Objective: COVID-19 has been prohibitive to traditional audiological services. No- or low-touch audiological assessment outside a sound-booth precludes test batteries including bone conduction audiometry. This study investigated whether conductive hearing loss (CHL) can be differentiated from sensorineural hearing loss (SNHL) using pure-tone air conduction audiometry and a digits-in-noise (DIN) test.

Design: A retrospective sample was analysed using binomial logistic regressions, which determined the effects of pure tone thresholds or averages, speech recognition threshold (SRT), and age on the likelihood that participants had CHL or bilateral SNHL.

Study sample: Data of 158 adults with bilateral SNHL (n = 122; PTA0.5–4 kHz > 25 dB HL bilaterally) or CHL (n = 36; air conduction PTA0.5–4 kHz > 25 dB HL and ≥20 dB air bone gap in the affected ears) were included.

Results: The model which best discriminated between CHL and bilateral SNHL used low-frequency pure-tone average (PTA), diotic DIN SRT, and age with an area under the ROC curve of 0.98 and sensitivity and specificity of 97.2 and 93.4%, respectively.

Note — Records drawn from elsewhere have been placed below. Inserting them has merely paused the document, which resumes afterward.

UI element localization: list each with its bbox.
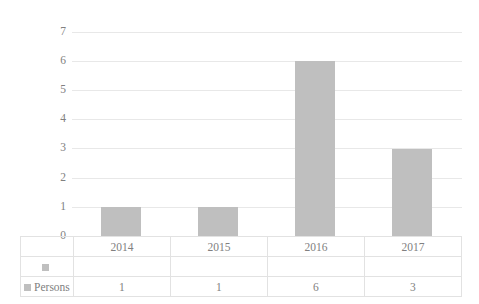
y-tick-label: 7	[40, 26, 66, 38]
y-tick-label: 5	[40, 84, 66, 96]
table-cell-blank-2017	[364, 257, 461, 277]
table-header-2015: 2015	[170, 237, 267, 257]
data-table: 2014 2015 2016 2017 Persons 1 1	[20, 236, 462, 297]
series-marker-icon	[42, 264, 49, 271]
table-cell-blank-2014	[73, 257, 170, 277]
series-marker-icon	[24, 284, 31, 291]
table-corner-cell	[21, 237, 74, 257]
bar-2014	[101, 207, 141, 236]
table-cell-persons-2015: 1	[170, 277, 267, 297]
y-tick-label: 4	[40, 113, 66, 125]
y-tick-label: 2	[40, 172, 66, 184]
table-header-2016: 2016	[267, 237, 364, 257]
y-tick-label: 1	[40, 201, 66, 213]
table-cell-blank-2015	[170, 257, 267, 277]
table-cell-persons-2016: 6	[267, 277, 364, 297]
legend-cell-blank-series	[21, 257, 74, 277]
table-header-2017: 2017	[364, 237, 461, 257]
legend-label-persons: Persons	[34, 281, 70, 293]
bar-2015	[198, 207, 238, 236]
table-row-persons: Persons 1 1 6 3	[21, 277, 462, 297]
y-tick-label: 6	[40, 55, 66, 67]
table-row-blank-series	[21, 257, 462, 277]
bar-2017	[392, 149, 432, 236]
bar-2016	[295, 61, 335, 236]
table-header-2014: 2014	[73, 237, 170, 257]
bars-layer	[72, 32, 462, 236]
column-chart-with-data-table: 7 6 5 4 3 2 1 0 2014 2015 2016	[0, 0, 479, 304]
table-cell-persons-2014: 1	[73, 277, 170, 297]
y-tick-label: 3	[40, 142, 66, 154]
y-axis: 7 6 5 4 3 2 1 0	[38, 32, 66, 236]
table-cell-blank-2016	[267, 257, 364, 277]
table-cell-persons-2017: 3	[364, 277, 461, 297]
table-row-header: 2014 2015 2016 2017	[21, 237, 462, 257]
legend-cell-persons: Persons	[21, 277, 74, 297]
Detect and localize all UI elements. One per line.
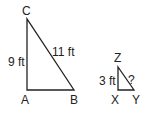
vertex-label-z: Z: [114, 51, 121, 65]
side-label-cb: 11 ft: [52, 45, 75, 59]
vertex-label-b: B: [70, 93, 78, 107]
vertex-label-x: X: [111, 93, 119, 107]
side-label-zy-unknown: ?: [128, 73, 135, 87]
vertex-label-y: Y: [132, 93, 140, 107]
vertex-label-c: C: [22, 4, 31, 18]
vertex-label-a: A: [21, 93, 29, 107]
side-label-ac: 9 ft: [8, 55, 25, 69]
side-label-xz: 3 ft: [99, 74, 116, 88]
similar-triangles-diagram: C A B 9 ft 11 ft Z X Y 3 ft ?: [0, 0, 143, 115]
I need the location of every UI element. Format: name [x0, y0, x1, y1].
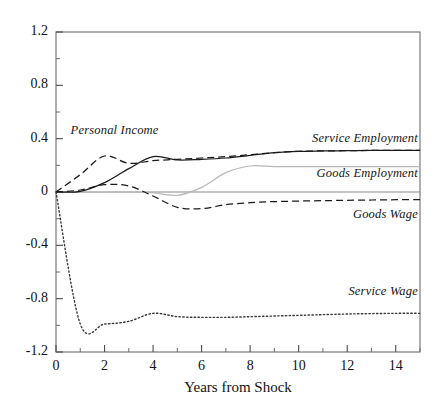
x-axis-tick-label: 10	[279, 358, 319, 374]
series-label-goods-employment: Goods Employment	[317, 166, 418, 181]
series-label-personal-income: Personal Income	[71, 123, 159, 138]
y-axis-tick-label: -0.4	[4, 236, 48, 252]
impulse-response-line-chart	[0, 0, 443, 403]
y-axis-tick-label: -1.2	[4, 343, 48, 359]
series-label-goods-wage: Goods Wage	[353, 207, 418, 222]
y-axis-tick-label: -0.8	[4, 290, 48, 306]
series-line-goods-wage	[56, 184, 420, 209]
series-label-service-wage: Service Wage	[348, 284, 418, 299]
x-axis-tick-label: 12	[327, 358, 367, 374]
y-axis-tick-label: 0	[4, 183, 48, 199]
x-axis-tick-label: 6	[182, 358, 222, 374]
x-axis-tick-label: 2	[85, 358, 125, 374]
x-axis-title: Years from Shock	[56, 379, 420, 396]
x-axis-tick-label: 8	[230, 358, 270, 374]
series-label-service-employment: Service Employment	[312, 131, 418, 146]
x-axis-tick-label: 4	[133, 358, 173, 374]
y-axis-tick-label: 1.2	[4, 23, 48, 39]
x-axis-tick-label: 0	[36, 358, 76, 374]
chart-figure: -1.2-0.8-0.400.40.81.202468101214Years f…	[0, 0, 443, 403]
y-axis-tick-label: 0.8	[4, 76, 48, 92]
x-axis-tick-label: 14	[376, 358, 416, 374]
y-axis-tick-label: 0.4	[4, 130, 48, 146]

Conclusion: CHL can be accurately distinguished from SNHL using pure-tone air conduction audiometry and a diotic DIN. Restrictions on traditional audiological assessment due to COVID-19 require lower touch audiological care which reduces infection risk.

Disclosure statement

DWS, DRM, and HCM have a relationship with the hearX Group which includes equity, consulting, and potential royalties. This research may contribute to hearX Group products.

DRM is supported by Cincinnati Children’s Research Foundation and by the National Institute for Health Research, Manchester Biomedical Research Centre.

This research was funded by the National Institute of Deafness and Communication Disorders of the National Institutes of Health under Award Number [5R21DC016241-02].